Bengal’s leader of Opposition Suvendu Adhikari retweeted Malviya’s post.

Immediately after Malviya, BJP’s Asansol South MLA and chief of the state women’s wing, Agnimitra Paul, took to Twitter and alleged that the state government had spent “Rs 32.53 crore for the past six years on 13 commissions of inquiry” for political purposes and the Pegasus probe would be no different.

However, several state BJP office-bearers admitted off the record that the surveillance allegation was an embarrassment for the party nationally as well as at the state level. Some of these leaders went to the extent of saying that Mamata Banerjee’s decision to initiate a formal probe into the snooping of phones through Pegasus spyware was a masterstroke.

“The best thing for the party would have been to laud the commission and let it be. The fact that our leaders are going all out against the CM shows that there must be something wrong,” a state BJP functionary said.
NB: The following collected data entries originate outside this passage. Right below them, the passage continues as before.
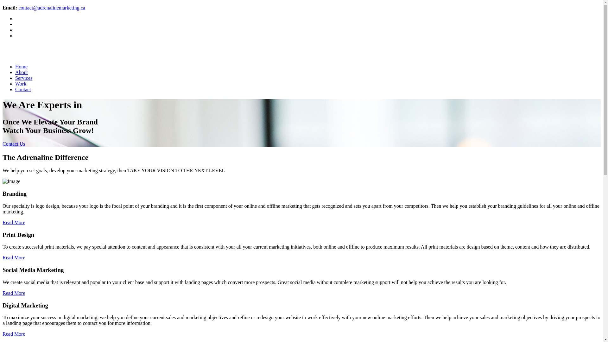  I want to click on Read More, so click(14, 222).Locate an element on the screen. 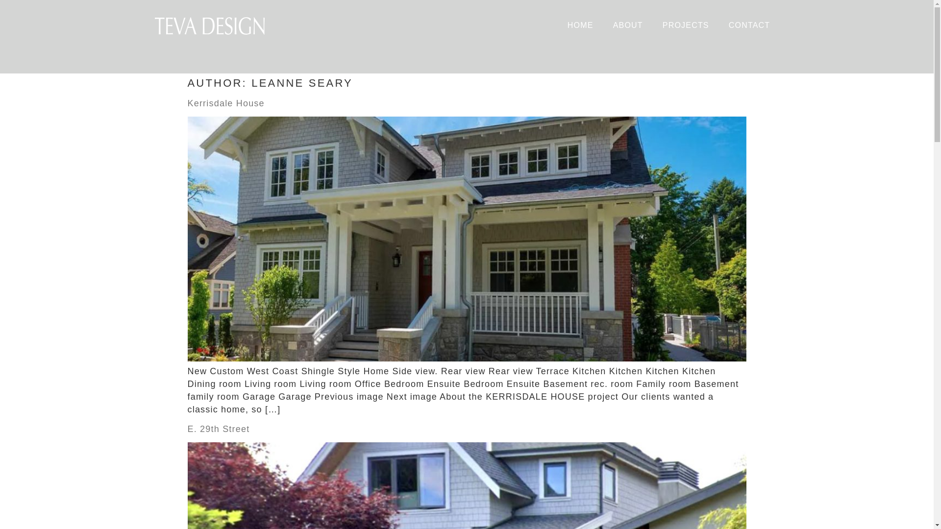  E. 29th Street is located at coordinates (218, 429). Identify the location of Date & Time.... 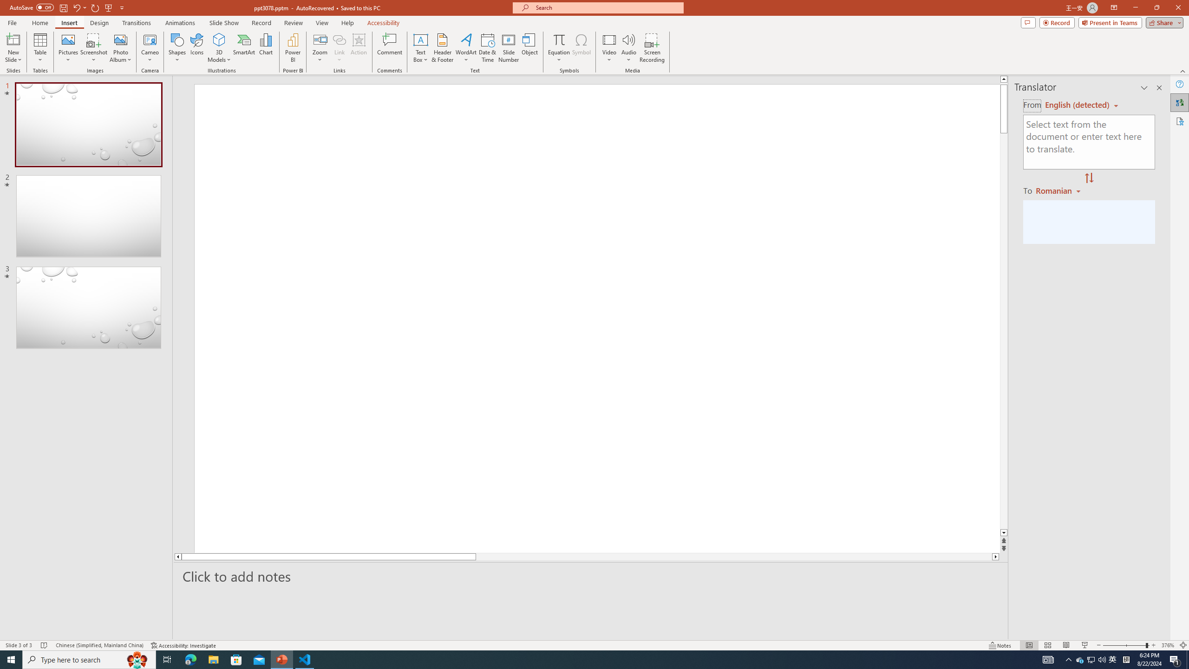
(487, 48).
One BJP leader also appreciated Mamata for the time she chose to announce the commission. “She made the announcement just before her departure for Delhi. This will obviously be talked about nationally,” this leader said.

“Our leaders could have been a bit more sensitive while reacting to it.”

The chief spokesperson of the state BJP, Samik Bhattacharya, tried to turn the tables on Trinamul during a news conference.

Bhattacharya said it was alleged that the Bengal government snooped on the telephones of its own ministers, officers and journalists. Thus, its role in the Pegasus issue must also be probed, he added.

“Didn’t a certain police commissioner go to Israel in the past ten years? Did he not hold meetings with their representatives? Don’t the STF and CID use softwares like Pegasus? These questions must be asked,” Bhattacharya said.

He added that former state BJP chief Rahul Sinha and Mukul Roy, the former de facto Trinamul number two who had joined the BJP in 2017 and went back to his former party after the recent Assembly polls, had also complained of being snooped on.